Many arts workers have insecure work and unreliable pay, so how does the Federal Labor Government’s Tony Burke, sworn in a month ago as both Arts Minister and Minister for Employment and Workplace Relations, intend to improve their lot?
“We talk about the gig economy as though it is a brand-new technology,” Burke tells Limelight. “The truth is arts workers have been working in a gig economy for a century.”
“There are some areas where job security is really difficult to be able to fix for arts workers, particularly for independent artists, [but] there are other areas where we can find a better path to job security than what we’ve had.”
Meanwhile, Burke, who previously held the Arts portfolio for six months in 2013 under former Labor prime ministers Julia Gillard and then Kevin Rudd, remains “alive to the fact that the Australia Council remains underfunded”, having “still not recovered” from deep cuts made by his successor George Brandis, who was the Coalition’s Arts Minister from 2013 to 2015.

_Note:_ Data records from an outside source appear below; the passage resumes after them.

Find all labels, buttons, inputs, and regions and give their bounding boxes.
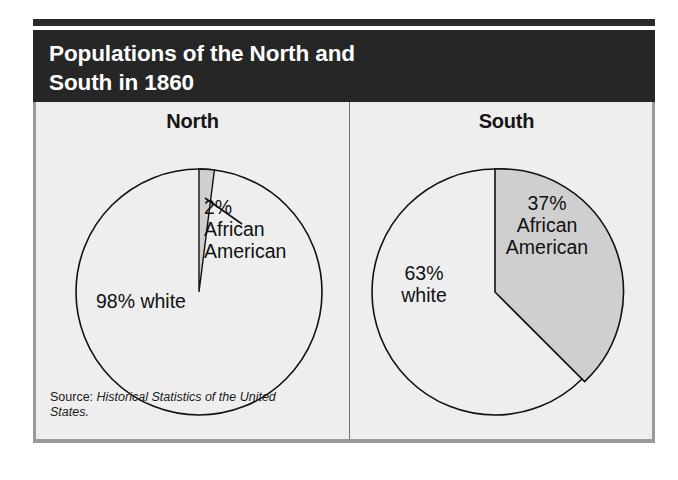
pie-label-north-african-american: 2% African American (204, 196, 286, 262)
pie-label-north-white: 98% white (96, 290, 186, 312)
figure-title: Populations of the North and South in 18… (49, 39, 655, 97)
pie-chart-north (36, 102, 349, 439)
source-label: Source: (50, 390, 97, 404)
title-bar: Populations of the North and South in 18… (33, 30, 655, 102)
pie-label-south-white: 63% white (378, 262, 470, 306)
pie-panel-north: North 2% African American 98% white Sour… (36, 102, 349, 439)
chart-panel: North 2% African American 98% white Sour… (33, 102, 655, 443)
top-rule (33, 19, 655, 26)
pie-panel-south: South 37% African American 63% white (350, 102, 663, 439)
source-note: Source: Historical Statistics of the Uni… (50, 390, 300, 420)
figure-container: Populations of the North and South in 18… (33, 19, 655, 443)
pie-svg-north (36, 102, 349, 439)
pie-label-south-african-american: 37% African American (482, 192, 612, 258)
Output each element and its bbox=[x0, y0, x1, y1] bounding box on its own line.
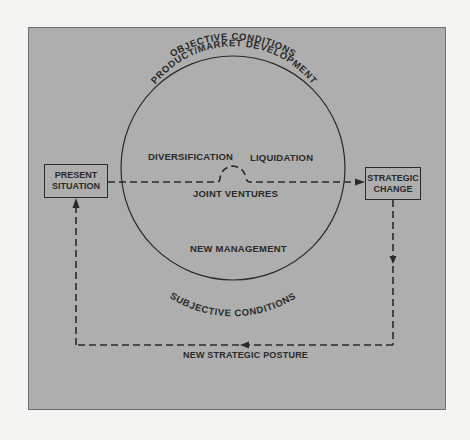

On 1 July, the submissions website for the government’s bourgeoning cultural policy goes live – arts.gov.au/culturalpolicy...
I believe that any arts/cultural policy is better than none. But, as an arts worker, I have the opportunity to help build the best policy that we can. I encourage all arts lovers and those of us in the arts to contribute to this policy that can make all our lives better while putting the arts centre stage in the Australian vernacular.